Researchers at the British Antarctic Survey (BAS) and the University of California, Santa Cruz have discovered that Earth’s last great global warming period, 3 million years ago, may have been caused by levels of CO2 in the atmosphere similar to today’s.
Reporting this week in a leading Earth Science journal, Geochemistry Geophysics Geosystems, the scientists describe how they tested two widely held ideas that attempted to explain the balmy conditions on Earth at that time. Their findings clearly demonstrate that studying past climates can help us to understand the likely impact of greenhouse gas emissions and global warming.
BAS Principal Investigator Dr Alan Haywood said, ‘There are two schools of thought about past warm intervals. Many scientists suggest that they were caused by ocean currents (like the Gulf Stream) moving greater amounts of warm water from the tropics to the polar regions.

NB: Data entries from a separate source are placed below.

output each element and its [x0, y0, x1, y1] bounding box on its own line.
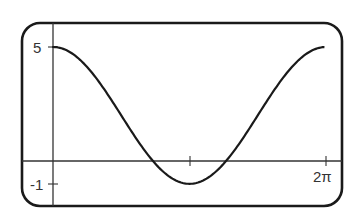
chart: 5 -1 2π: [0, 0, 355, 209]
cosine-curve: [53, 47, 324, 184]
chart-frame: [22, 23, 342, 206]
y-tick-label-max: 5: [33, 39, 41, 56]
x-tick-label-max: 2π: [313, 168, 332, 185]
y-tick-label-min: -1: [30, 176, 43, 193]
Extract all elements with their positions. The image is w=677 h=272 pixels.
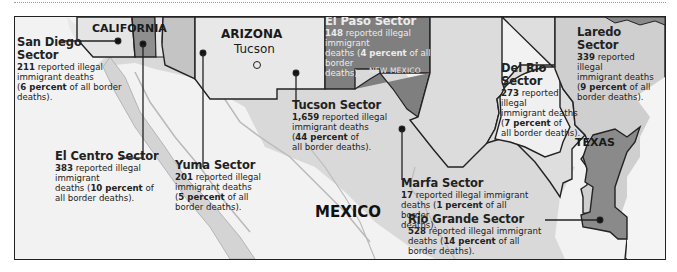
state-label-arizona: ARIZONA [221,27,282,41]
sector-label-rio-grande: Rio Grande Sector 528 reported illegal i… [408,213,543,256]
sector-label-el-centro: El Centro Sector 383 reported illegal im… [55,150,180,203]
sector-name: Rio Grande Sector [408,213,543,226]
sector-label-del-rio: Del Rio Sector 273 reported illegal immi… [501,62,586,138]
tucson-city-marker-icon [253,61,261,69]
sector-name: El Centro Sector [55,150,180,163]
top-dotted-rule [14,2,666,3]
sector-name: San Diego Sector [17,36,127,62]
sector-label-san-diego: San Diego Sector 211 reported illegal im… [17,36,127,102]
sector-name: El Paso Sector [325,16,455,28]
sector-name: Del Rio Sector [501,62,586,88]
sector-name: Yuma Sector [175,159,265,172]
sector-name: Tucson Sector [292,99,392,112]
sector-name: Marfa Sector [401,177,531,190]
sector-label-tucson: Tucson Sector 1,659 reported illegal imm… [292,99,392,152]
sector-name: Laredo Sector [577,26,662,52]
border-sectors-map: CALIFORNIA ARIZONA Tucson NEW MEXICO TEX… [14,16,666,260]
city-label-tucson: Tucson [234,42,275,56]
sector-label-el-paso: El Paso Sector 148 reported illegal immi… [325,16,455,78]
state-label-california: CALIFORNIA [92,22,167,35]
country-label-mexico: MEXICO [315,203,381,221]
sector-label-yuma: Yuma Sector 201 reported illegal immigra… [175,159,265,212]
sector-label-laredo: Laredo Sector 339 reported illegal immig… [577,26,662,102]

Others speculate that increased levels of CO2 in the atmosphere initiated warming all over the planet. We used the latest supercomputing technology combined with chemical analysis of seabed sediments to make a sophisticated reconstruction of past sea temperatures. If the warming was caused by ocean currents, we would expect to see cooling at the tropics and warming at the poles. Conversely, if CO2 was the cause then we would expect both the tropics and the poles to warm. The sea temperature pattern we found points the finger squarely at CO2 rather than the ocean currents. This is a real breakthrough for those of us investigating past climate – we’ve made a major contribution to a long standing argument and our findings are critical to understanding how climate may respond to emissions of greenhouse gases in the future’.
Clues to past sea-surface temperature come from tiny marine algae that live near the surface. They produce chemicals called alkenones that record the sea temperature. When the algae die they sink and become part of the seabed. Therefore, a record of past sea temperatures is stored within the sediments. Sea-surface temperatures were also predicted using a climate model running on a sophisticated supercomputer based at Manchester. This is capable of billions of calculations per second.